There’s far more than this recent report from France — enough to kill your appetite for a week. Reports of priests using Grindr [15] at the Vatican. Reports of German nuns [16] pimping out “orphaned boys to predatory priests and perverts for decades.” A book [17] that claims “four out of five Vatican priests are gay.”

But there seems to be a delusion floating around the weird and severely online world of neo-traditional Catholicism that pervert priests are the result of post-Vatican II modernity.

The Liber Gomorrhianus (Book of Gomorrah) was published by the Benedictine monk St. Peter Damian around 1051 AD. It alleged that all manner of vices were abundant in the Catholic Church, including priestly molestation of boys. In the late 1400s, a German abbess named Katharina von Zimmern and her sister were removed from their abbey after claiming that priests had molested them. In 1531, Martin Luther alleged that Pope Leo X shot down a measure restricting the number of boys that cardinals could consort with, “otherwise it would have been spread throughout the world how openly and shamelessly the Pope and the cardinals in Rome practice sodomy.”

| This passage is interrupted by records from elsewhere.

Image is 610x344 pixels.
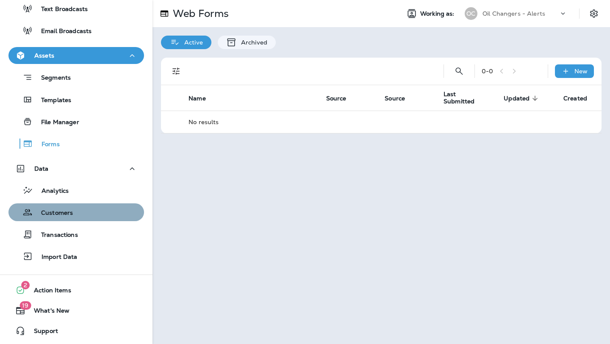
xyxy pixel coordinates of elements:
[421,10,457,17] span: Working as:
[483,10,546,17] p: Oil Changers - Alerts
[8,282,144,299] button: 2Action Items
[33,6,88,14] p: Text Broadcasts
[189,95,206,102] span: Name
[33,28,92,36] p: Email Broadcasts
[33,97,71,105] p: Templates
[189,95,217,102] span: Name
[564,95,599,102] span: Created
[444,91,483,105] span: Last Submitted
[8,22,144,39] button: Email Broadcasts
[8,68,144,86] button: Segments
[21,281,30,290] span: 2
[8,226,144,243] button: Transactions
[237,39,268,46] p: Archived
[326,95,358,102] span: Source
[504,95,530,102] span: Updated
[8,323,144,340] button: Support
[564,95,588,102] span: Created
[385,95,416,102] span: Source
[25,328,58,338] span: Support
[33,119,79,127] p: File Manager
[8,302,144,319] button: 19What's New
[8,113,144,131] button: File Manager
[170,7,229,20] p: Web Forms
[33,187,69,195] p: Analytics
[33,141,60,149] p: Forms
[8,91,144,109] button: Templates
[34,165,49,172] p: Data
[8,248,144,265] button: Import Data
[33,254,78,262] p: Import Data
[25,287,71,297] span: Action Items
[33,231,78,240] p: Transactions
[575,68,588,75] p: New
[34,52,54,59] p: Assets
[8,135,144,153] button: Forms
[451,63,468,80] button: Search Web Forms
[587,6,602,21] button: Settings
[465,7,478,20] div: OC
[168,63,185,80] button: Filters
[25,307,70,318] span: What's New
[326,95,347,102] span: Source
[180,39,203,46] p: Active
[8,160,144,177] button: Data
[8,203,144,221] button: Customers
[20,301,31,310] span: 19
[8,47,144,64] button: Assets
[182,111,602,133] td: No results
[33,209,73,217] p: Customers
[504,95,541,102] span: Updated
[33,74,71,83] p: Segments
[8,181,144,199] button: Analytics
[482,68,493,75] div: 0 - 0
[444,91,494,105] span: Last Submitted
[385,95,405,102] span: Source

The 1836 book Awful Disclosures of Maria Monk [18], which was described by Richard Hofstadter as “[p]robably the most widely read contemporary book in the United States before Uncle Tom’s Cabin [19],” spun lurid tales of infanticide and rape of nuns by priests in Montreal. Many view the book as nothing more than fictional anti-Catholic propaganda.

A report [20] by the Australian government found that

the most notorious cases of sexual abuse in the Australian church occurred in institutional settings in the 1940s–60s by men (and sometimes women) who were thoroughly trained in the strict morality and rigorous piety of the pre-Vatican II church . . . the ranks of abusers cuts right across the lines of conservatives and liberals, with both sides having their fair share of abusive clergy.

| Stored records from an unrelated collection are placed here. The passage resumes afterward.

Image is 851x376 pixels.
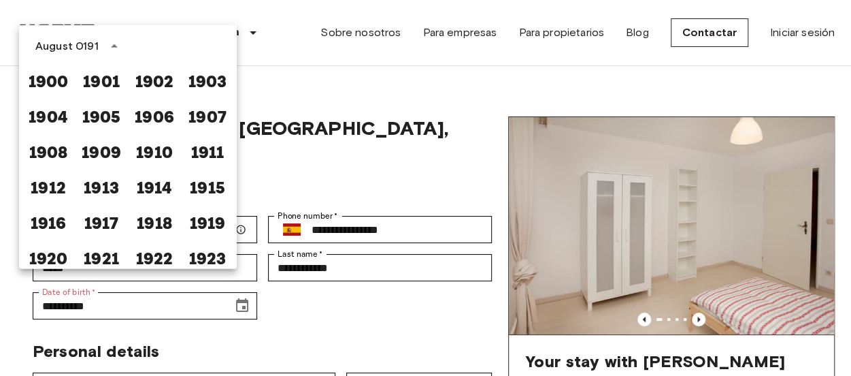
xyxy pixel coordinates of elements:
a: Iniciar sesión [770,24,835,41]
span: Habitación privada in [GEOGRAPHIC_DATA], [GEOGRAPHIC_DATA] [33,116,492,163]
a: Back to details [16,66,835,116]
button: 1909 [77,138,126,163]
button: 1910 [130,138,179,163]
button: Choose date, selected date is Aug 26, 191 [229,292,256,319]
img: Habyt [16,24,98,37]
button: 1912 [24,173,73,198]
button: 1917 [77,209,126,233]
button: 1915 [183,173,232,198]
button: Previous image [637,312,651,326]
button: 1906 [130,103,179,127]
img: Spain [283,223,301,235]
button: 1905 [77,103,126,127]
a: Contactar [671,18,748,47]
button: 1911 [183,138,232,163]
button: 1916 [24,209,73,233]
button: Select country [278,215,306,244]
label: Date of birth [42,286,95,298]
button: 1921 [77,244,126,269]
div: August 0191 [35,38,99,54]
div: Last name [268,254,493,281]
button: 1902 [130,67,179,92]
button: 1908 [24,138,73,163]
button: year view is open, switch to calendar view [103,35,126,58]
label: Phone number [278,210,338,222]
button: 1920 [24,244,73,269]
button: 1901 [77,67,126,92]
label: Last name [278,248,323,260]
a: Sobre nosotros [320,24,401,41]
a: Blog [626,24,649,41]
button: 1904 [24,103,73,127]
img: Marketing picture of unit DE-01-146-03M [509,117,834,334]
button: 1919 [183,209,232,233]
button: 1923 [183,244,232,269]
span: Personal details [33,341,159,361]
button: 1907 [183,103,232,127]
a: Para empresas [422,24,497,41]
button: Previous image [692,312,705,326]
a: Para propietarios [518,24,604,41]
button: 1903 [183,67,232,92]
button: 1900 [24,67,73,92]
span: Your stay with [PERSON_NAME] [525,351,785,371]
button: 1914 [130,173,179,198]
button: 1913 [77,173,126,198]
button: 1922 [130,244,179,269]
button: 1918 [130,209,179,233]
svg: Make sure your email is correct — we'll send your booking details there. [235,224,246,235]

Based on all this, it’s evident that Demon Modernity isn’t what caused priests and nuns to grope, rape, beat, and humiliate children; it’s what caused people to start talking about it on a large scale.

I believe that the type of person who’s going to vow lifetime abstinence at the height of their sex drive may have some unresolved sexual issues. It’s also the type of person who’s going to agree to living in either a rectory or a convent with members of the same sex for the rest of their lives.

But it’s not just Catholicism.

It’s more than difficult to arrive at specific numbers regarding sexual abuse — it’s impossible. Regarding adult rape of women by men, if you defined a true allegation only as one that results in a criminal conviction, then nearly all women would be lying. I’m not saying that women don’t lie about rape — they lie about it all the time [21] — but factors such as DNA evidence, lack of eyewitnesses, passage of time, disinterested prosecutors, and biased juries all muddy the process.

What makes things muddier to the point of opacity is an institution that claims a monopoly on truth and righteousness and has an estimated $150 billion in assets to defend. And if the veneer of truth and righteousness slowly starts to fade, it will be increasingly difficult to accrue any new assets, much less hold onto the ones already acquired.

Keeping in mind that sexual-abuse statistics are notoriously slippery, one Catholic cardinal estimated that about one in 25 priests — “and mostly in the 1960s and 1970s” — have had sex with a minor. But according to Newsweek [22], that aligns closely to the quotient of all adults who’ve dabbled in pedophilia.

Some studies have found that you’re much more likely to be sexually assaulted by a public schoolteacher than by a priest. Others say that if you’re really itching to be molested, join any Protestant denomination, but especially the Jehovah’s Witnesses; the Catholics simply don’t compare.

What I learned at Catholic school was to distrust anyone who claims a monopoly on truth and righteousness and uses it as a whip against you. But even the lead investigator of the recent French report clarified that the Church took second place behind “the circle of family and friends” when it came to “sexual violence.” Although I was fortunate enough to evade sexual abuse both at home and in school, I wasn’t so lucky at either place when it came to violence. So I didn’t learn anything at Catholic school that I hadn’t already been taught at home.